In the modern world of agentic AI, innovation doesn't wait for the next major product release cycle. With every iteration, new tools such as AI coding assistants, mobile frameworks, and novel backend architectures are continuously rewriting the rules of productivity for developers and engineering teams, making it increasingly difficult to fully embrace all the latest offerings as well as understand how they are actually impacting your efficiency and effectiveness. In addition, the rapid adoption of these new tools often creates a gap within enterprise observability platforms, which are the very systems required to keep your technologies stable, secure, and cost-effective. The reality is that it often takes time for formal integrations to become available which are able to monitor the quality and effectiveness of these critical emerging tools. So, what happens in the early development period between a disruptive technology's debut and its formal enterprise rollout? Developers are forced to fly blind, rely on patchwork workarounds, or build their own bespoke tools from scratch. But there is a better way.

Welcome to New Relic Experimental, our open-source incubator designed to bridge the gap and accelerate enterprise observability. This is where New Relic engineers and global community members collaborate in real-time to build, test, and share the bleeding-edge telemetry solutions your modern stack demands today.

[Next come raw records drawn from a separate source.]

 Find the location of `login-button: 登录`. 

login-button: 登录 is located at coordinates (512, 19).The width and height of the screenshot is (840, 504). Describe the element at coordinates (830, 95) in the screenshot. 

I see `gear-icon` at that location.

What is New Relic Experimental?

Think of it as a collaborative sandbox where New Relic employees (Relics) and passionate engineers from across the globe build, test, and share cutting-edge observability solutions. A completely open-source repository where  projects don’t carry strict service-level agreements, but a space for community and collaboration where practitioners can  find  something with real value and  immediate utility. This is where we share our rapid innovation to solve new challenges in real-time, working openly with the community to figure out the best ways to add observability to  tomorrow's tech stack.

Whether you are looking to monitor a niche Node.js framework or trying to wrangle the costs of your team's AI coding tools, there’s a good chance someone in the experimental community is already building a solution.

Spotlight: What We Are Building Right Now

The repository is constantly growing, but here are several examples of standout experimental projects currently in active development that you can clone and experiment with:

  • (Coming soon!) New Relic AI Coding Observability. Engineering teams are adopting AI coding assistants like GitHub Copilot, Cursor, and Claude Code at unprecedented speeds. However, this rapid adoption has created a massive blind spot. FinOps teams are dealing with opaque monthly invoices, and engineering leaders are struggling to prove whether these tools actually improve developer velocity or just introduce new anti-patterns like prompt thrashing. The AI Coding Observability project extends your existing New Relic platform directly into the developer workflow. By installing lightweight hooks, it captures every AI tool call, model interaction, and cost event. It provides the vendor-neutral telemetry you need to govern multi-tool AI spend, objectively prove developer ROI, and capture compliance-grade audit logs of what your AI coding assistants are really doing.
  • Machine Learning Performance Monitoring. Deploying a machine learning model is only half the battle, ensuring it stays accurate in the wild is the real challenge. ML models can degrade silently over time as real-world data drifts away from training data. The Machine Learning Performance Monitoring project provides the vital instrumentation needed to track model drift, prediction accuracy, and inference latency in production. It allows data science and engineering teams to ensure their ML investments continue to deliver reliable, performant business outcomes long after deployment.
  • New Relic React Native Module. Mobile observability requires deep, framework-specific hooks that generic web monitors simply can't provide. As React Native continues to dominate cross-platform mobile development, teams need better ways to see inside their applications. The React Native Module is an experimental integration engineered to bring robust, native-level crash reporting, distributed tracing, and mobile performance telemetry directly into your React Native applications, helping you eliminate blind spots between your mobile frontends and backend services.
  • NextJS Integration. Modern Node.js architectures demand specialized, low-friction instrumentation. NextJS has become a go-to framework for building scalable server-side applications, but manually instrumenting its complex dependency injection and decorators can be tedious. The NextJS Integration project provides drop-in observability for the NestJS framework. It automatically surfaces the performance of your controllers, services, and middleware, allowing you to trace requests through your NextJS architecture without writing heavy, custom instrumentation code.

Help Us Shape the Future of Observability

We open-source these experimental projects because we firmly believe the best tools are built in the open. The New Relic Experimental repository isn't just a place to download code, it's a place to collaborate. Highly adopted and community validated experimental projects frequently graduate to fully supported New Relic Community or Public Catalog assets. By jumping in early, you have the opportunity to directly influence the roadmap of the tools you rely on.

Ready to experiment? Head over to New Relic Experimental. Fork a repository, deploy an experimental hook to see what it can do for your stack, or open a pull request. Let’s build the next generation of observability together.